The chapel, which still exists, was a concession after the Italians had gone on strike. It was constructed with Nissen huts and a concrete façade, and is one of the festival's venues. A concert of Italian baroque lutesongs takes place before the Madonna and Child altarpiece, painted by a prisoner from a tiny keepsake his mother had given him. The Italian ambassador, Pasquale Terracciano, makes a speech mentioning his nation's current six-month presidency of the Council of the European Union. The chapel, he says, is a commemoration of dark times and an emblem of faith, the music a language comprehensible to all in a continent of many tongues. He suggests that if the founding architects had based the European project less on coal and steel and more on culture, Europe would now be closer to its citizens. I ask him privately what he thinks of the Scottish proposal to break from the UK. "In general," he says, "we are in favour of integration, not disintegration. We are concerned with bringing people together. This, to me, is the purpose of culture."
The barriers unified the islands and I cross them on a local bus to visit Jim Fogarty, an ex-Marine and Falklands veteran who lives in isolation on South Ronaldsay. "When I first came here," he tells me, "I thought I'd gone back to the South Atlantic." The Leicester-born commando fought at the Battle of Mount Harriet in June 1982 alongside Welsh and Scots Guards, under a flag now threatening to lose one of its constituent parts. "Orkney is out of the mainstream," he says. "People here have quite strong views. Generally, most are against Scottish independence though increasingly the Yes vote is coming out, which doesn't surprise me. When it was first mooted, I was a definite No and I'm still of that opinion, but you'd expect that with my background. The Britain today is not the Britain I fought for and I'm starting to think the Scots should have a bit more control over what happens in their country. I'm not a great one for being told what to do by people in Westminster and I can understand the Scots wanting to get away. Westminster are doing a far better job for the Yes vote than the SNP."

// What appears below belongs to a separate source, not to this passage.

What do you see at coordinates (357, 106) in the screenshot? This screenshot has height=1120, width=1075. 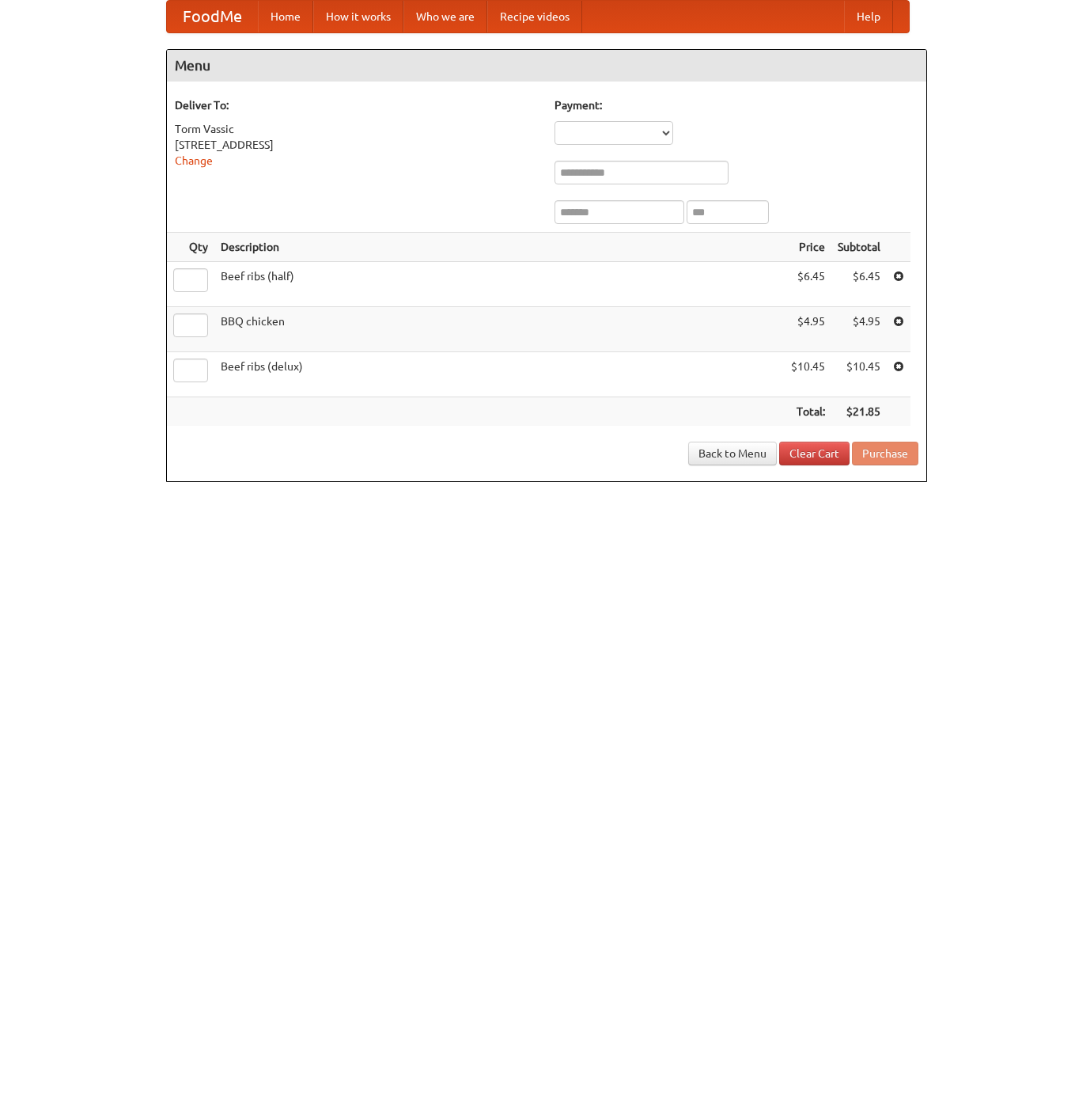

The barriers unified the islands and I cross them on a local bus to visit Jim Fogarty, an ex-Marine and Falklands veteran who lives in isolation on South Ronaldsay. "When I first came here," he tells me, "I thought I'd gone back to the South Atlantic." The Leicester-born commando fought at the Battle of Mount Harriet in June 1982 alongside Welsh and Scots Guards, under a flag now threatening to lose one of its constituent parts. "Orkney is out of the mainstream," he says. "People here have quite strong views. Generally, most are against Scottish independence though increasingly the Yes vote is coming out, which doesn't surprise me. When it was first mooted, I was a definite No and I'm still of that opinion, but you'd expect that with my background. The Britain today is not the Britain I fought for and I'm starting to think the Scots should have a bit more control over what happens in their country. I'm not a great one for being told what to do by people in Westminster and I can understand the Scots wanting to get away. Westminster are doing a far better job for the Yes vote than the SNP."